ECONOMY

Official sector must act if Greece needs more help, says fund chief

Governments and central banks would have to make concessions if Greece needs another round of debt restructuring, according to Hans Humes, president of New York-based hedge fund Greylock Capital Management.

?If there need to be concessions on debt, it?s going to have to come from somewhere else,? Humes, who is a member of a committee of private bondholders that negotiated the swap with government officials earlier this year, said today at the Bloomberg Sovereign Debt Conference, hosted by Bloomberg Link in Frankfurt. ?We are going to have to look to the official sector and the central banks to make concessions.?

Private creditors have ?stronger bargaining power? after reaching an agreement in February with Greece and European officials on the biggest sovereign debt restructuring in history, Humes said. Investors including banks, insurers and hedge funds agreed to forgive more than 100 billion euros ($132 billion) of debt, opening the way for a second bailout.

Euro-area central banks and the Luxembourg-based European Investment Bank negotiated a deal to sidestep losses on Greek bond holdings, said euro-region officials with with knowledge of both transactions. The European Central Bank swapped its Greek bonds, bought as investments under the Securities Markets Program, for bonds of identical structure and nominal value that are exempt from so-called collective action clauses.

ECB President Mario Draghi said March 8 the swap was the ?right thing to do,? adding ?the ECB has in a sense the duty to do everything to protect the taxpayers? money that was entrusted to it.?

Greece remains ?accident prone? and may require further debt restructuring or additional financing from euro countries if it struggles to implement measures attached to a new 130 billion-euro bailout, staff at the International Monetary Fund said in a report last week. With the debt swap and austerity measures, the Greek government plans to cut the country?s debt burden to 120 percent of gross domestic product by 2020 from as high as 170 percent.

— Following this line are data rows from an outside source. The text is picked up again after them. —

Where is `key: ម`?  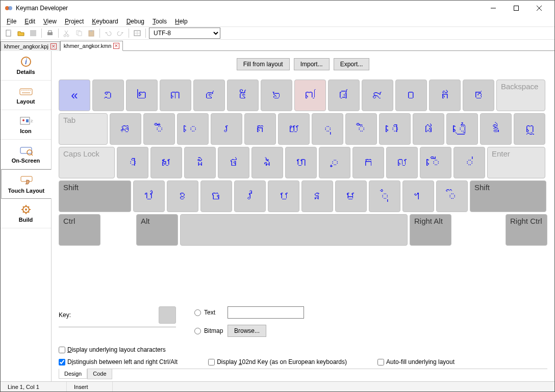
key: ម is located at coordinates (351, 196).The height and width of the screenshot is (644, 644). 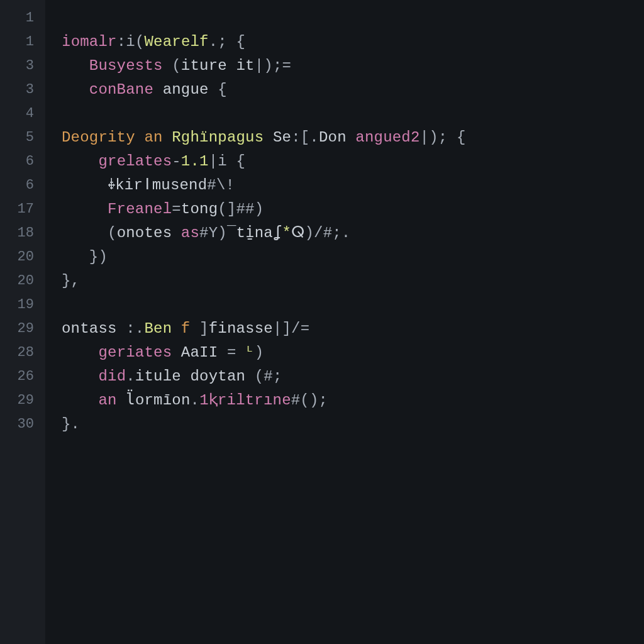 What do you see at coordinates (353, 186) in the screenshot?
I see `code-line: ⸸kirǀmusend#\!` at bounding box center [353, 186]. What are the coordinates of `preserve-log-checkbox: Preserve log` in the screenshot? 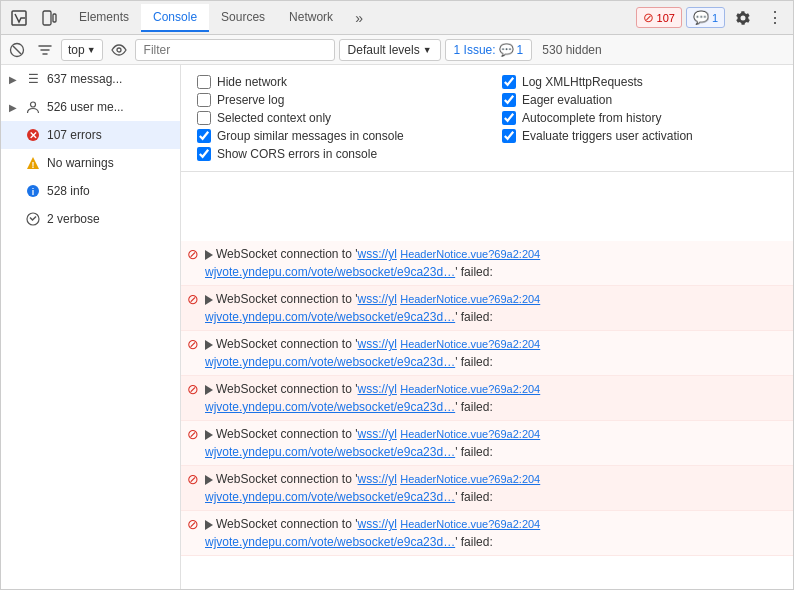 It's located at (334, 100).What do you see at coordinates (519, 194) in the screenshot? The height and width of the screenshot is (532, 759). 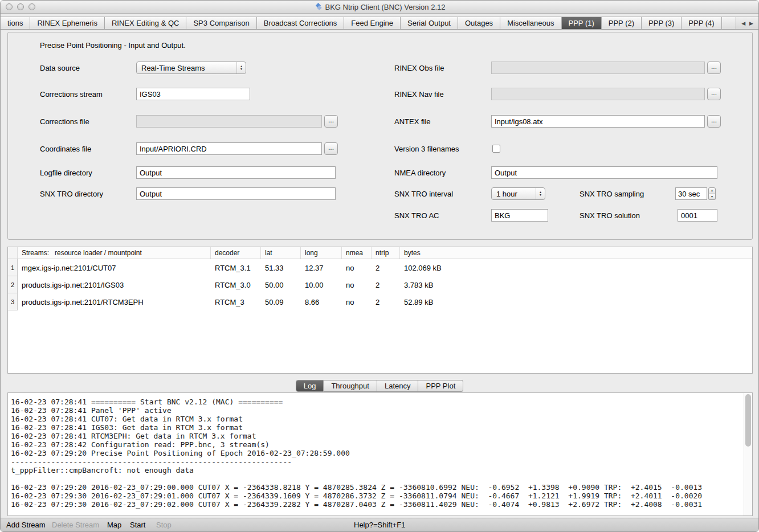 I see `snx-tro-interval-select: 1 hour ▴▾` at bounding box center [519, 194].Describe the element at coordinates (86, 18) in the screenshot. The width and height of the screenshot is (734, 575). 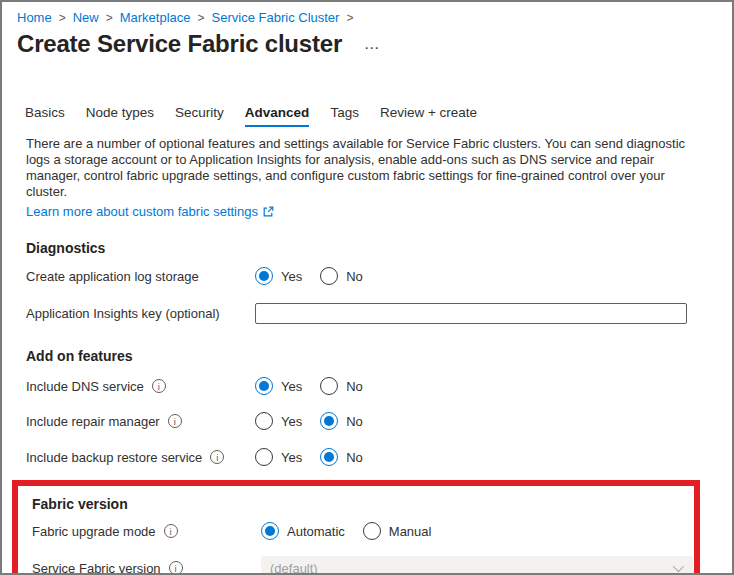
I see `breadcrumb-new: New` at that location.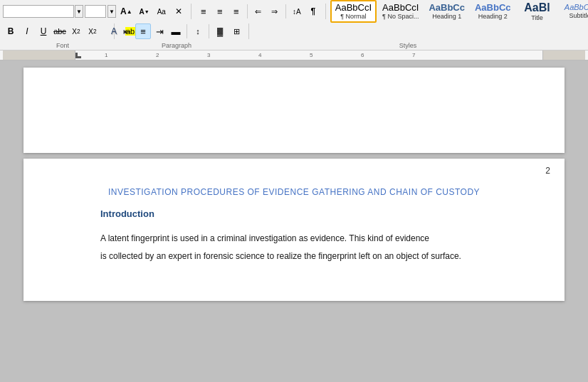 This screenshot has width=588, height=382. Describe the element at coordinates (177, 46) in the screenshot. I see `paragraph-label: Paragraph` at that location.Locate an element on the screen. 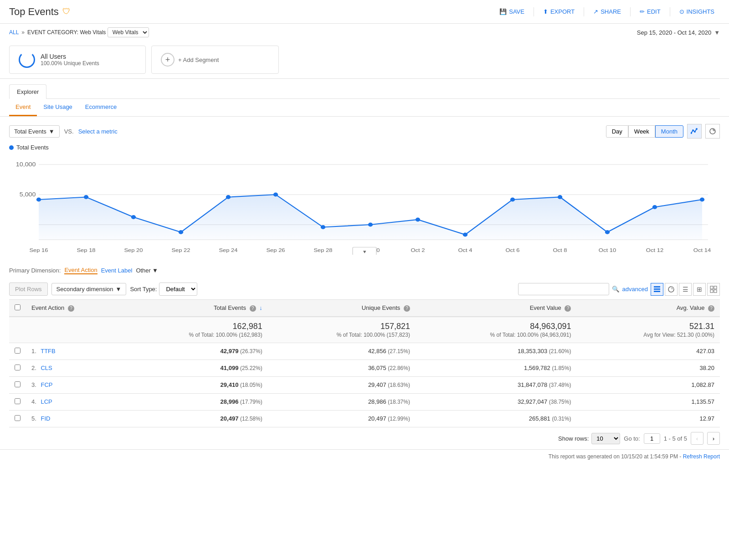  refresh-report-link: Refresh Report is located at coordinates (702, 457).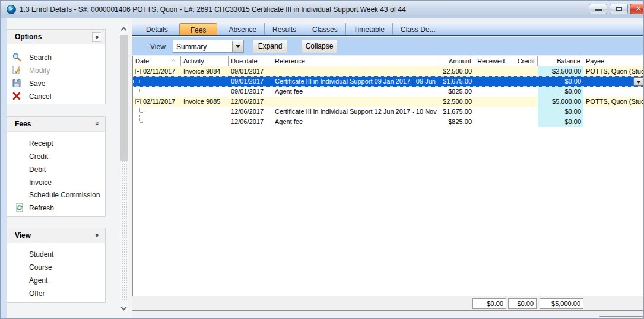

?The private sector now has got such a small piece to play in this that the attention really has to focus on what is the official sector going to do going forward,? said William White, chairman of the Organization for Economic Cooperation and Development?s economic and development review committee, who estimates the three-quarters of remaining Greek debt is held by the official sector. ?That?s the real question as to what?s going to happen on the official side if the Greeks can?t meet the objectives.?

Reaching the 120 percent debt-to-GDP target is ?very optimistic,? White said. Together with a 130 billion-euro second Greek aid package, the restructuring is a key element in European leaders? efforts to turn the tide against the crisis that has roiled Europe, and forced Ireland and Portugal to follow Greece in requiring bailouts.